WHAT IS NEEDED >>
Please copy the last part of the entries exactly: the line that has "Task: Click on the Facebook" and every line up to and including the end, nothing more.

Items from a dataset >>
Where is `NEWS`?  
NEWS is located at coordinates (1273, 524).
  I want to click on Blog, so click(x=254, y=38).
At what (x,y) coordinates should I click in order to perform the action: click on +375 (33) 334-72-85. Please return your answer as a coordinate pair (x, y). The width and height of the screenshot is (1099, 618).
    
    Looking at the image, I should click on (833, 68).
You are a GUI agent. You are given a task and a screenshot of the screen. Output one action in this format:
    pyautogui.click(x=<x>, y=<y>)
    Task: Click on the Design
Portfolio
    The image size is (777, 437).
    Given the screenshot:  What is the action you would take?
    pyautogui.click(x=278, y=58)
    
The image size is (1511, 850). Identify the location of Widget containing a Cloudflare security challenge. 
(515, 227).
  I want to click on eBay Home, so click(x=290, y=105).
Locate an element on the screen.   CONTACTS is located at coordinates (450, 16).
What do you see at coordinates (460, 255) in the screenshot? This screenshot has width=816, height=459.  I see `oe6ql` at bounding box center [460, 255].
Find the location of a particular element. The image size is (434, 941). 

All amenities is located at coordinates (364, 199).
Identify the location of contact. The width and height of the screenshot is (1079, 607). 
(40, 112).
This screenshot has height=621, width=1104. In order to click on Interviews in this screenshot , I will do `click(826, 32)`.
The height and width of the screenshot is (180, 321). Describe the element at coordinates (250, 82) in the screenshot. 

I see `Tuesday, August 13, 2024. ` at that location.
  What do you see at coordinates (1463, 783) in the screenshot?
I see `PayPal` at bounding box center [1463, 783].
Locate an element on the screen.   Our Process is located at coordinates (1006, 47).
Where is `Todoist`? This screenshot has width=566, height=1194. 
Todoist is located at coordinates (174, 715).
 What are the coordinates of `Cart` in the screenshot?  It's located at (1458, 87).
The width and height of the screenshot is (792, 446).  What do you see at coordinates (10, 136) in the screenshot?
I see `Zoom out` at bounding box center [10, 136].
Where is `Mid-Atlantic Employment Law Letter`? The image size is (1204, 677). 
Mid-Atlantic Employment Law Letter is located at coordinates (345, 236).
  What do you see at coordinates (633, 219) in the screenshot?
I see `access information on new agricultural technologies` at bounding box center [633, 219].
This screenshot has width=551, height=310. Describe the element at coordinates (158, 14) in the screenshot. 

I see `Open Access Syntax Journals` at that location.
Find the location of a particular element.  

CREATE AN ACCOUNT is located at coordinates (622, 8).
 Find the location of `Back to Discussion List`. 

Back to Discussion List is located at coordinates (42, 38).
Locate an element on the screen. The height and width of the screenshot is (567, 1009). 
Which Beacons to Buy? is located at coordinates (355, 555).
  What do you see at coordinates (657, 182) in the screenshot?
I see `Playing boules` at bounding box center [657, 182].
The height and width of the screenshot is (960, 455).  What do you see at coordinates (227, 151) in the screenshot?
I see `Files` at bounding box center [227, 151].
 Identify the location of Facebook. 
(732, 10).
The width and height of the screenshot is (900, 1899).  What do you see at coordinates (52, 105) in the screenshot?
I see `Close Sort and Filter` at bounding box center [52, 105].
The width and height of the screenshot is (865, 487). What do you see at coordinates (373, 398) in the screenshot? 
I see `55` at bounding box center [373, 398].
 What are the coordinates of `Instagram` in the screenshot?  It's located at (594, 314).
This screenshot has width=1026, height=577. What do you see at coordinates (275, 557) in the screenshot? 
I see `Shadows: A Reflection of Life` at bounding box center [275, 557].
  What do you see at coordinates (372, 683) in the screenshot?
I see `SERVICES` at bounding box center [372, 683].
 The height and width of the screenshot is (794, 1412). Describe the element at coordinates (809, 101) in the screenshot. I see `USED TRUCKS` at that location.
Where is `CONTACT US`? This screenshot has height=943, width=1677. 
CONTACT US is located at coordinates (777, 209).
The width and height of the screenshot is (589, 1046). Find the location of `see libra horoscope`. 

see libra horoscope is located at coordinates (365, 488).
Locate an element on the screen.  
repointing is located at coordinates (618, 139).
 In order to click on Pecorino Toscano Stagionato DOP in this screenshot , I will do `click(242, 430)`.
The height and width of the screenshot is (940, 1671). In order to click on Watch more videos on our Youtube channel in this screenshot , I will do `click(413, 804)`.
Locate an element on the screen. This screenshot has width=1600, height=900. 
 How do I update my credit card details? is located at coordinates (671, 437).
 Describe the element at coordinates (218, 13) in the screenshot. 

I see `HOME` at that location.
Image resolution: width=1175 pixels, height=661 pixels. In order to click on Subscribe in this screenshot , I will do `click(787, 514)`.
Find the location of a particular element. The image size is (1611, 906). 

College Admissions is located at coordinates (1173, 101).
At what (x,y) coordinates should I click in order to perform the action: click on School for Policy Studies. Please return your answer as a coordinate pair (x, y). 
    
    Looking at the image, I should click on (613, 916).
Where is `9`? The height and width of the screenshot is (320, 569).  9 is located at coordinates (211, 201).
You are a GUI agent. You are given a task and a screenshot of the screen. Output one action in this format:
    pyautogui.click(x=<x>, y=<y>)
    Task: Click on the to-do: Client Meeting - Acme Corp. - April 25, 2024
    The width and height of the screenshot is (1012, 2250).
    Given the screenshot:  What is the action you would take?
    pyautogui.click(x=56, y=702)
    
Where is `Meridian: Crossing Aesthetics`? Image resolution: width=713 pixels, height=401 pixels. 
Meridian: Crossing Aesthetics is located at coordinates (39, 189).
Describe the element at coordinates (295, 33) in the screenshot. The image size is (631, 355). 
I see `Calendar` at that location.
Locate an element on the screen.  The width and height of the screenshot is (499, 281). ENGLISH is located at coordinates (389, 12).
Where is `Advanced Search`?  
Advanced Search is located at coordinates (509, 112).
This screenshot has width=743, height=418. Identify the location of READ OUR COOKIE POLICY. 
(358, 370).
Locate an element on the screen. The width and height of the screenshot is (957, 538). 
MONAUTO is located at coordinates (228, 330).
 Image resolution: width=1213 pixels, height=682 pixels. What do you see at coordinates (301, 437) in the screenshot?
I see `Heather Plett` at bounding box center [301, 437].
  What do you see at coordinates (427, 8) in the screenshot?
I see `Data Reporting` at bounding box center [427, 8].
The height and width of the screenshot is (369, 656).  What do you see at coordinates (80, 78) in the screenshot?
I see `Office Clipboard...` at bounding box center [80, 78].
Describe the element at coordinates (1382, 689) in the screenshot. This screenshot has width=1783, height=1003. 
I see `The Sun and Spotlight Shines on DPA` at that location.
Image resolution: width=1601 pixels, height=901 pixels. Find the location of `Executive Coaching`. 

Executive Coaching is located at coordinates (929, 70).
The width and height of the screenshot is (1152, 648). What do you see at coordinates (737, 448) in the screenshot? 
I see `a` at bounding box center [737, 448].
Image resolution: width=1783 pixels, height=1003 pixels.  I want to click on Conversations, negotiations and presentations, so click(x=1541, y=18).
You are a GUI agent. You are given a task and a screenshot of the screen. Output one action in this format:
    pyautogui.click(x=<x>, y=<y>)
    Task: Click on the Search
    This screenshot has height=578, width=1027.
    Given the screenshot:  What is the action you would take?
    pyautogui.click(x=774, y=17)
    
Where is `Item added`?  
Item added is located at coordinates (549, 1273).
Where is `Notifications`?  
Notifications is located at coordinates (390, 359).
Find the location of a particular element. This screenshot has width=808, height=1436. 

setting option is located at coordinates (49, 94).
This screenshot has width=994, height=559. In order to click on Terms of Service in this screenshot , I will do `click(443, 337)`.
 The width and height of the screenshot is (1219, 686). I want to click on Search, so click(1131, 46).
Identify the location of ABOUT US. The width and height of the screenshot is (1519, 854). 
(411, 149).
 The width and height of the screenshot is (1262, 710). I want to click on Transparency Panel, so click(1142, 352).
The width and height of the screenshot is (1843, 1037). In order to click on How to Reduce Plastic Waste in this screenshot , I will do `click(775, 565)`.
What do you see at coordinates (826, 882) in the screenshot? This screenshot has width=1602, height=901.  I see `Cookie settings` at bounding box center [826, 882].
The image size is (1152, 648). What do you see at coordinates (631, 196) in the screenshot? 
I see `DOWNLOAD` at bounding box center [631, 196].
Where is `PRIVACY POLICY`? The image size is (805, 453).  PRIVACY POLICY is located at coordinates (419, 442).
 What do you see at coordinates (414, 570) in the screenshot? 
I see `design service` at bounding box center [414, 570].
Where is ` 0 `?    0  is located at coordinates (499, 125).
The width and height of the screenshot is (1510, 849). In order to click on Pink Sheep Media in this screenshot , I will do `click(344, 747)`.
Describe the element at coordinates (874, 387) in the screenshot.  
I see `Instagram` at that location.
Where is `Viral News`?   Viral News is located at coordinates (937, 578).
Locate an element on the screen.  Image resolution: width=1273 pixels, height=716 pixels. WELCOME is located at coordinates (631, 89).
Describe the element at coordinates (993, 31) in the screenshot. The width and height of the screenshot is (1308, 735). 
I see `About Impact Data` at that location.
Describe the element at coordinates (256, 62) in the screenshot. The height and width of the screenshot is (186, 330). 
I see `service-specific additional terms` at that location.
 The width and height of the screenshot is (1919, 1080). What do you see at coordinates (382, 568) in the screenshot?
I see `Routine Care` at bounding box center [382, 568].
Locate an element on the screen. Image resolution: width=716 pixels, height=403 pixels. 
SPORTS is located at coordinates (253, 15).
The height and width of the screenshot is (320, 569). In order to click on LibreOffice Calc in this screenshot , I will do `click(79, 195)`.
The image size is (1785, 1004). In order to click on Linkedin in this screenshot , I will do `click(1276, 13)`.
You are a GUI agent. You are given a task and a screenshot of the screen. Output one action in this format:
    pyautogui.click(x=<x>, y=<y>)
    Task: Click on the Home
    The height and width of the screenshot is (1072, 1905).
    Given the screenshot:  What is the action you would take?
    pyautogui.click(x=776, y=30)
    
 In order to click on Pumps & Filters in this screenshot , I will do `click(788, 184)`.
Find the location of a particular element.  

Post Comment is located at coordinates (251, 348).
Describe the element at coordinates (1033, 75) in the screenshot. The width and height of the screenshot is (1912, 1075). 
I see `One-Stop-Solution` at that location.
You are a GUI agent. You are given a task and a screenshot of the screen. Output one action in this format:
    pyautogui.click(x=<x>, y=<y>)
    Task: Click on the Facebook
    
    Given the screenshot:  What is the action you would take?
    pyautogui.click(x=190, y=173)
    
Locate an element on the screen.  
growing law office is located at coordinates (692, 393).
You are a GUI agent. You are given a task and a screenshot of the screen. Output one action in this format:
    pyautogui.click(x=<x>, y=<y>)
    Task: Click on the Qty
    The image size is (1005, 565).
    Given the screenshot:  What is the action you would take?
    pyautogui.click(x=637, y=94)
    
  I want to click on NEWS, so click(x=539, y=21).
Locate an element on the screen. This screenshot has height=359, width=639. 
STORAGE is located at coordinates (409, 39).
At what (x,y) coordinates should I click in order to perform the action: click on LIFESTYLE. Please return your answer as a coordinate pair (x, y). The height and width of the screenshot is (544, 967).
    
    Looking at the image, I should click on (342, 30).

TASK OUTPUT >>
    Task: Click on the Facebook
    
    Given the screenshot:  What is the action you would take?
    pyautogui.click(x=190, y=173)
    
Locate an element on the screen.  
growing law office is located at coordinates (692, 393).
You are a GUI agent. You are given a task and a screenshot of the screen. Output one action in this format:
    pyautogui.click(x=<x>, y=<y>)
    Task: Click on the Qty
    The image size is (1005, 565).
    Given the screenshot:  What is the action you would take?
    pyautogui.click(x=637, y=94)
    
  I want to click on NEWS, so click(x=539, y=21).
Locate an element on the screen. This screenshot has height=359, width=639. 
STORAGE is located at coordinates (409, 39).
At what (x,y) coordinates should I click in order to perform the action: click on LIFESTYLE. Please return your answer as a coordinate pair (x, y). The height and width of the screenshot is (544, 967).
    
    Looking at the image, I should click on (342, 30).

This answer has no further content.